Payroll Analyst
The analyst behind the company's payroll function — running cycles, reconciling against GL, ensuring tax compliance, managing wage garnishments, supporting the payroll system. Combines routine precision with regulatory complexity and cross-functional dependencies.
What it's like to be a Payroll Analyst
Most days mix payroll cycle execution (typically biweekly or semimonthly), tax reconciliation, garnishment processing, time and attendance support, and the steady analytical work of explaining variances or supporting management requests. The cadence is rigidly cycle-driven — payroll runs on schedule regardless of holidays, system issues, or HR drama — and the close discipline tends to be tight.
What's harder than people expect is the regulatory environment around payroll. Federal and state tax withholding, multi-state employee complexity, garnishment limits and orders, FLSA compliance, FICA and Medicare, year-end W-2 reconciliation — each has rules with real consequences for error. Payroll errors are highly visible because employees notice immediately, regulators audit, and tax filings have penalties for missteps.
People who tend to thrive here are precise, comfortable with rule-based work, and steady through cycle pressure. The role tends to be a strong path to senior payroll analyst, payroll manager, or HRIS/total-rewards analyst positions. The trade-off is that the cycle pressure doesn't let up — every two weeks, the next payroll has to run — and the role can feel structurally compliance-driven rather than strategic.
Where this role sits in the broader career landscape — and where it can take you.
Roles like this one sit within a broader occupational category. The numbers below reflect that full landscape — helpful for context, but your specific experience will depend on level, specialty, and where you work.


» **TASK TO CARRY OUT**:
Filter the material, keeping only lines with the word "elements".
══════════
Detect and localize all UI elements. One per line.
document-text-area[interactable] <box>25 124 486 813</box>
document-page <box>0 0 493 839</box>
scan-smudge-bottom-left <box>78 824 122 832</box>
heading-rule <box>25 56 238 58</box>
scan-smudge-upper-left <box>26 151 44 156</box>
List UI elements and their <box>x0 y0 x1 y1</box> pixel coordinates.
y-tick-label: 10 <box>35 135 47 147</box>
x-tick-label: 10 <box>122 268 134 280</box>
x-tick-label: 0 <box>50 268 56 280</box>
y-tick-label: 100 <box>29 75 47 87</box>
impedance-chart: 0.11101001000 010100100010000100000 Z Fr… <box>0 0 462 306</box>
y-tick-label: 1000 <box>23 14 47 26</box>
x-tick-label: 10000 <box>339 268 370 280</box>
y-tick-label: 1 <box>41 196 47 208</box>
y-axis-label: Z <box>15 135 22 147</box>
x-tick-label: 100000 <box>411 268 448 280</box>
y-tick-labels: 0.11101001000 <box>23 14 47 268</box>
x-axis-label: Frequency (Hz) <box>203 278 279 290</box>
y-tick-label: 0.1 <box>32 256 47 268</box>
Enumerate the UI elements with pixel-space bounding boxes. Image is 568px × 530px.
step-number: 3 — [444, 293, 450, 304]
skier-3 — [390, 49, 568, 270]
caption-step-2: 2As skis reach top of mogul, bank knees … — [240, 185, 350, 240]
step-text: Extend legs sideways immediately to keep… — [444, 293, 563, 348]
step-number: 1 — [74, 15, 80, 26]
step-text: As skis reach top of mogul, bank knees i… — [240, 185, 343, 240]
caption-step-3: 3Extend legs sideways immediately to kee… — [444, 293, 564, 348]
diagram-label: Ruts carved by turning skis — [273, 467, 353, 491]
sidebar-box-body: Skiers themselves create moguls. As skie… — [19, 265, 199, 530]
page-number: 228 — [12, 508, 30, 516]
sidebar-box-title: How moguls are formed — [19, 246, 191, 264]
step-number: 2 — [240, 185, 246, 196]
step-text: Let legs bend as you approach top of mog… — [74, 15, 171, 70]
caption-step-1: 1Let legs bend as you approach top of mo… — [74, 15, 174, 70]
══════════
» **WRITTEN SOLUTION**:
Detect and localize all UI elements. One per line.
List UI elements and their <box>x0 y0 x1 y1</box> pixel coordinates.
Enumerate the UI elements with pixel-space bounding boxes. Image is 568px × 530px.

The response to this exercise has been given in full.